50 Questions to Ask Before Hiring an SEO Consultant
Here’s a list of 50 questions I ask in the interview process. Feel free to use these next time you interview an SEO consultant.
- What are your favorite SEO tools?
- How do you check rankings for SEO?
- Are you Google Analytics certified?
- What are some of your most successful SEO projects?
- How does blogging play a role in SEO?
- What are the most common page speed issues?
- What is https and why is it important for SEO?
- How would you handle a hacked website?
- How does social media play a role in SEO?
- What are the five types of website models?
- Have you ever optimized in a different language?
- What are some of the manual penalties you can get in Google?
- Tell me about a penalty you have cleaned up?
- Are meta-tags case-sensitive?
- What are some of the algorithmic issues you can have in Google?
- How do you optimize a web page URL? Title? Description? H1/H2? Images? Schema? Internal linking?
- How would you test to see how Google can see content on a page?
- What is the Unicode UTF-8 and why does that matter to Google?
- How do you write a reinclusion request?
- What is different about getting a Google Local page ranked compared to an HTML page?
- What are robots.txt, X-robots tag, a canonical tags and a no-index, no-follow tags and when do you use each?
- How would you handle 1,000 new links pointing at your website with commercial anchor text?
- What are directory structures and subdomains and how are they important for SEO?
- How do you find broken external links pointing at your website?
- What would you do to get a page indexed quickly?
- What is the nositelinksearchbox meta tag?
- What is the notranslate tag?
- What is the refresh meta tag and why is it not recommended?

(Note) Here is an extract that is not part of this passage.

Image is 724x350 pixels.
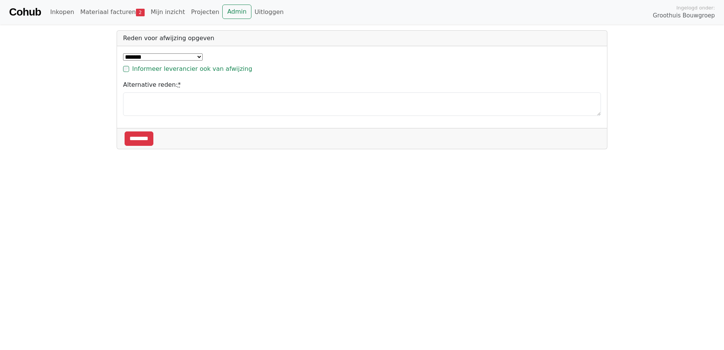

- What is a .htaccess file and how do you use it?
- How can you use user agent and IP location detection to improve UX?
- What is a hreflang tag?
- What is the difference between an absolute URL and a relative URL?
- What are all the different ways you can optimize for mobile and what are the technical requirements for different domains, subdomains, http headers and responsive pages?
- What are 404 errors?
- What is 200 ok?
- What is a 301 and 302 redirect? When should you use each?
- What is a server header checker?
- What would you do to optimize a website purely in Ajax or Javascript
- Have you ever optimized an application? How would you go about it?
- What would you do if you saw a spike in 404 errors in the Google search console?
- How do you configure a disavow file?
- How do you send out a link takedown request?
- How do you optimize for Google video search? What do you specify in a video markup?
- What do you show in a video sitemap?
- What is a Google product feed and what are the product feed’s attributes?
- How do you optimize for Google news?
- Does Google require a Google news sitemap?
- What are the Google news standout tags and keywords tags? How are they different than other meta tags?
- What are mobile usability errors and how do you fix them?
- What is the difference between SEMRush, SpyFu, Majestic and Moz?
Wrapping Up How to Hire an SEO Consultant
Hiring an SEO consultant is tough.
In the end, you want someone who is experienced, makes good judgement calls, understands the SEO landscape, and is willing to do the work.
Hiring software can also be of help with the right knowledge and patience.
Hopefully, this list will help you hire the very best in the biz.